Hi, I’m Sam—a technical writer & strategist working with startups & executives on their narrative strategy, brand positioning, cultural manifestos and growth. 

My thoughts on technology, art and culture have appeared in places like The Guardian, The New Republic, Spike Art Magazine, The Block, and many others. I also write cultural research reports & thought leadership for executives & startups – mostly on the ways that economics, technology and cultural systems intersect.

Currently, I live in Brooklyn where you can find me espousing hot takes on philosophy, autofiction, geopolitics, and the internet. I love shooting street photography and attending the theater, but, really, I’d rather be touching grass.

Background

My career has meandered over the years, but I’ve always been chasing the path of what interests me the most.

I started in strategic foresight at a design firm where my job was to help companies think intelligently about the future. Then I jumped into the startup world and built a marketing agency called Acquire that helped hundreds of startups, SMBs and large organizations scale.

Starting a company means doing a bit of everything, so while at Acquire I helped hire and manage our 30+ person team, build our workflows and sales strategy, lead the effort to support our clients, and plan the distribution of hundreds of millions in digital ad spend. 

After a few years of freelance consulting, I decided that I wanted to go deeper intellectually, and sharpen my writing skills, so I moved to New York and got a degree in cultural reporting & criticism at NYU. 

Currently, my client work attempts to bring all of these elements together—the rigor and style of New Journalism with the utility that animates the best products in the world.

Strategy & Ghostwriting

I’ve worked at nearly every level of the communications stack, but my best work focuses on putting language to the big picture. 

At times, that means helping organizations position themselves within wider socio-cultural contexts with qualitative research. It also means brand strategy and content production; help with fundraising decks, public-facing reports, narrative manifestos, op-eds & tweetstorms; really anything with a strategic narrative. 

I like the big picture, but I also like getting my hands dirty. Writing website copy, building case studies, preparing blog posts—these are all parts of the work I really enjoy.

These days, a lot of my projects involve ghostwriting, both for companies and organization leaders. Among others, I’ve worked with leadership at companies like Microsoft, Amazon, Lululemon, Autodesk, Volkswagen, Campari, and Travelzoo. I’ve also worked with many startups, both venture-funded and bootstrapped.

If you want to work together, you can learn more about my approach to consulting here. You can also book a call directly.

Journalism &
Other Writing

As well as writing Technical Personae, I write op-eds, reported features, explainers, and reviews on a freelance basis. Among other venues, this work has appeared in The Guardian, The New Republic, Spike Art Magazine, Airmail, The Mars Review of Books, Misc Magazine, Early Magazine, and many others.

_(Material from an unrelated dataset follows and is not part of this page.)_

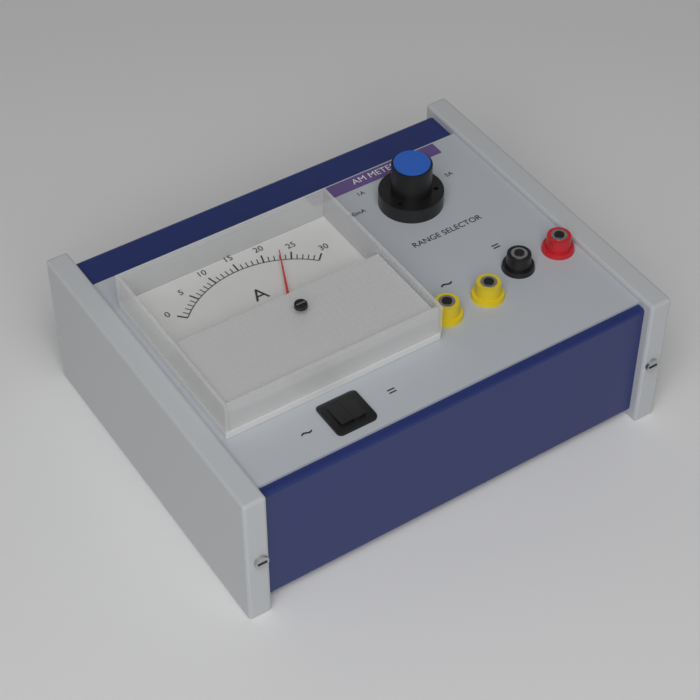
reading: 23 A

Sometimes I describe myself as a tech journalist, but I see reporting as only a single (particularly useful) toolkit for observing and describing the world. All of us are taking part in a civilization-level transformation of social system, largely precipitated by the internet and what Benjamin Bratton calls “the stack.” My work obsesses over the strange, unexpected, and bizarre collisions between these changing systems and the people building them. Particularly as it relates to new models of governance, finance, ideology, media, and design.

I also write personal essays and memoir, and I’m currently at work on a play about the Quebecois separatist movement in 1976 Montreal. As a neurotic Jewish writer who grew up on Philip Roth and Saul Bellow, most of this work has to do with religion, sex, social pieties, and (inter)personal mythologies. For now, these two aspects of my work (tech analysis and personal writing) are distinct, but I’m searching for ways to make them collide.